TASK PROMPT — Exactly as written, print every line of the listing below and omit its pictures.

── DATA ──

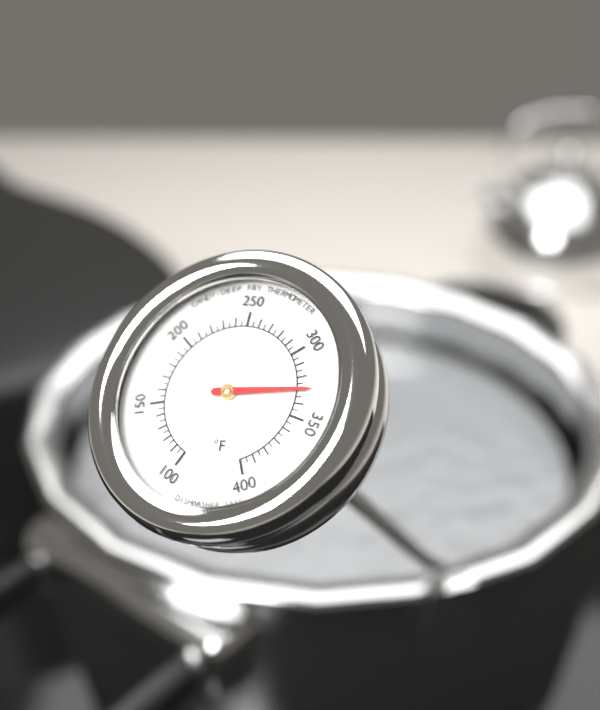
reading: 330 °F
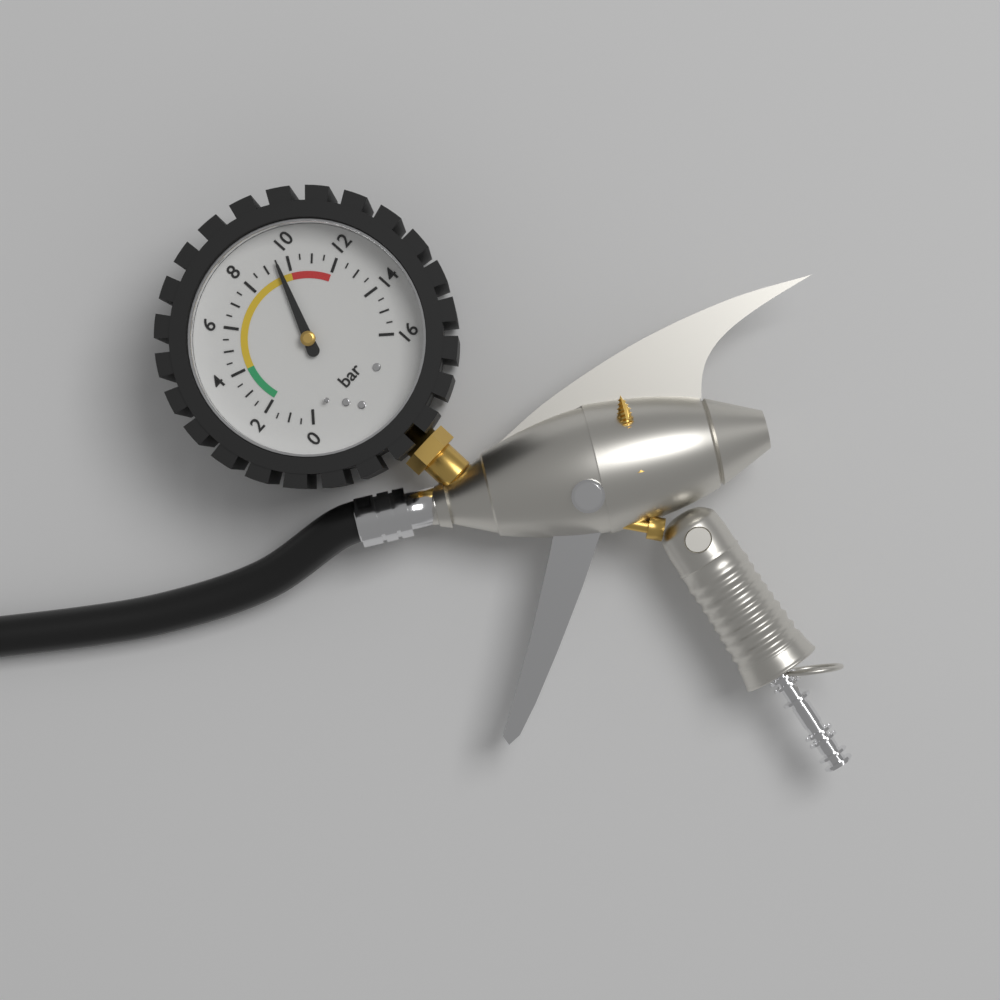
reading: 9.5 bar
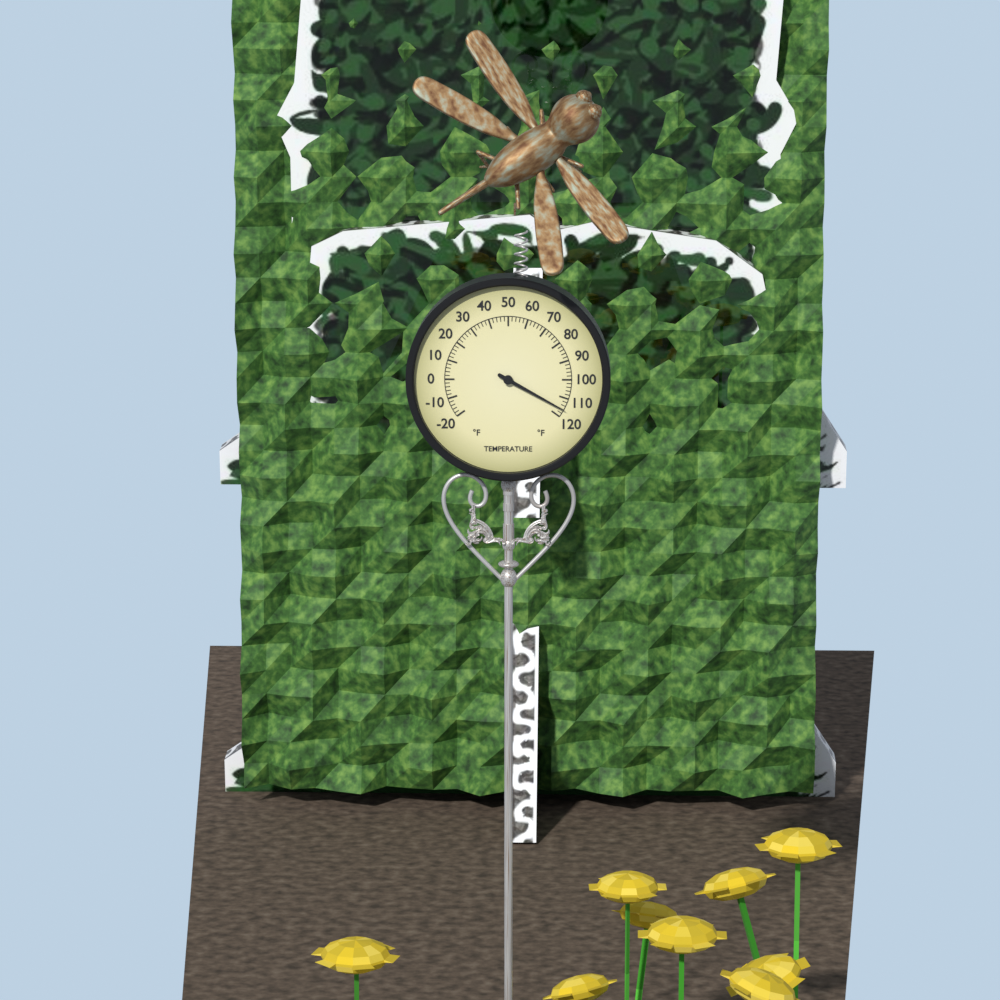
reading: 116 °F
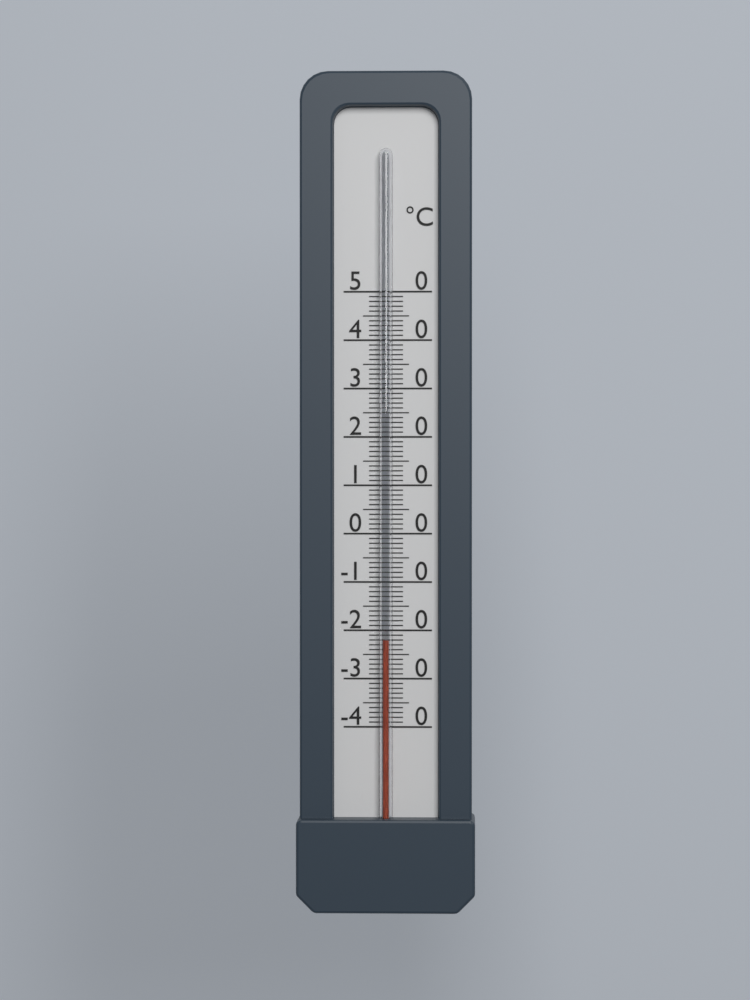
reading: -22 °C
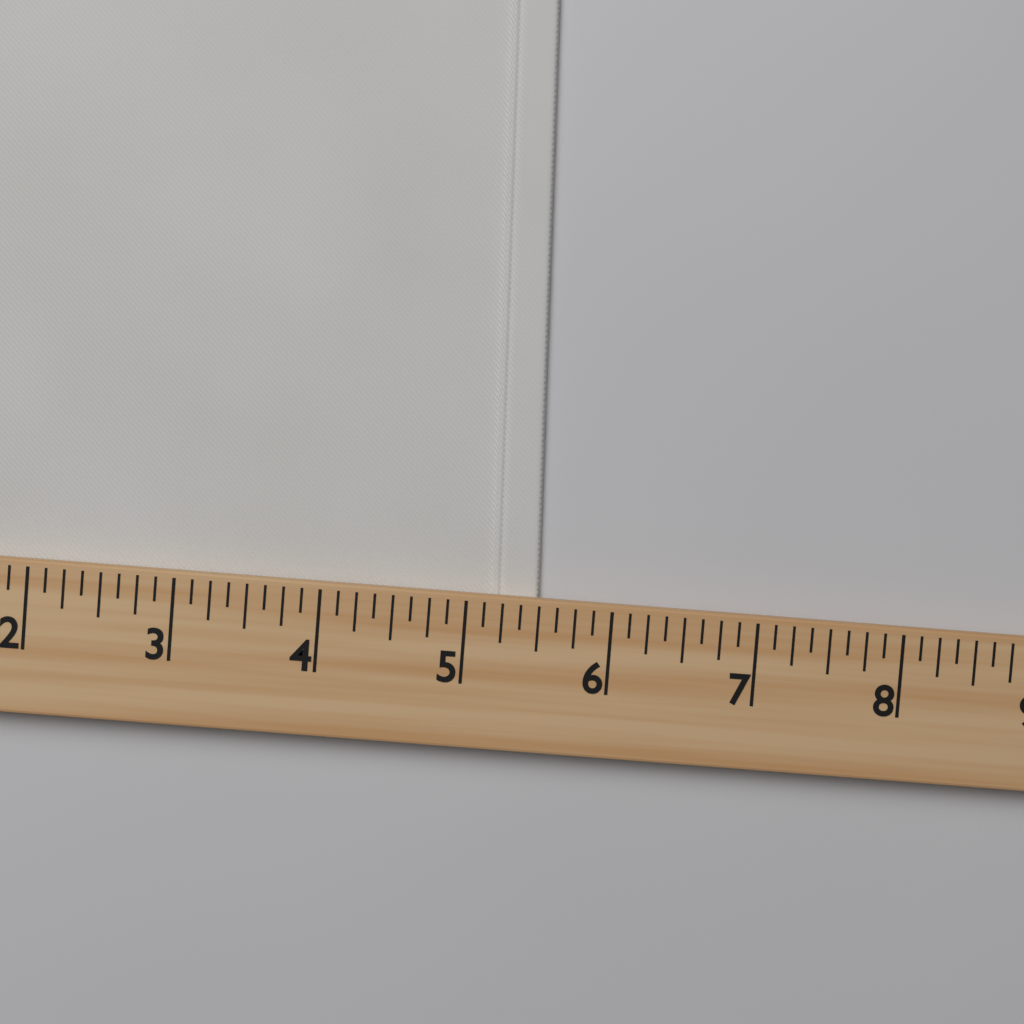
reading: 5.500 (no unit)
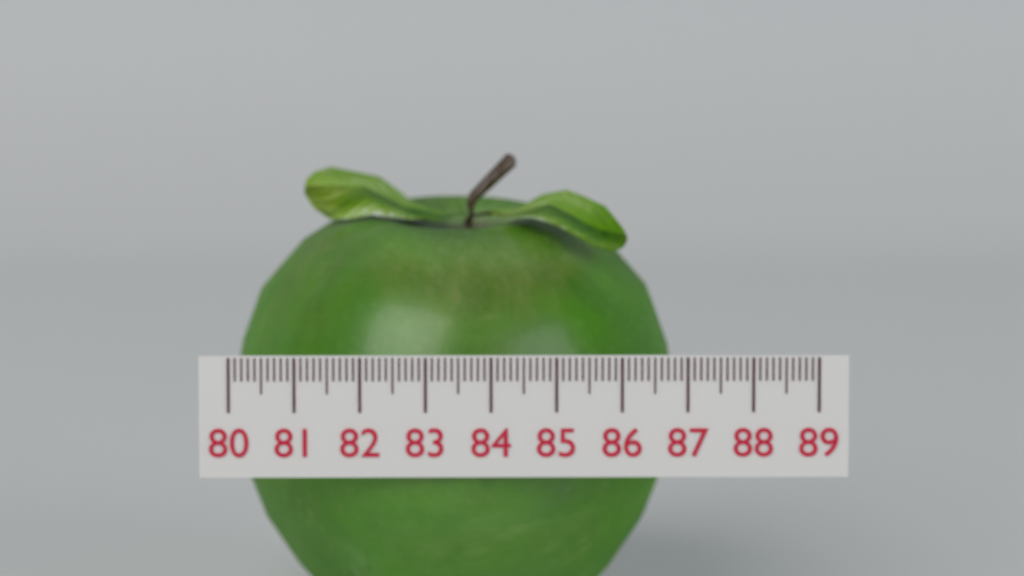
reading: 86.9 (no unit)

───

SOLUTION TO THIS EXERCISE —
reading: 330 °F
reading: 9.5 bar
reading: 116 °F
reading: -22 °C
reading: 5.500 (no unit)
reading: 86.9 (no unit)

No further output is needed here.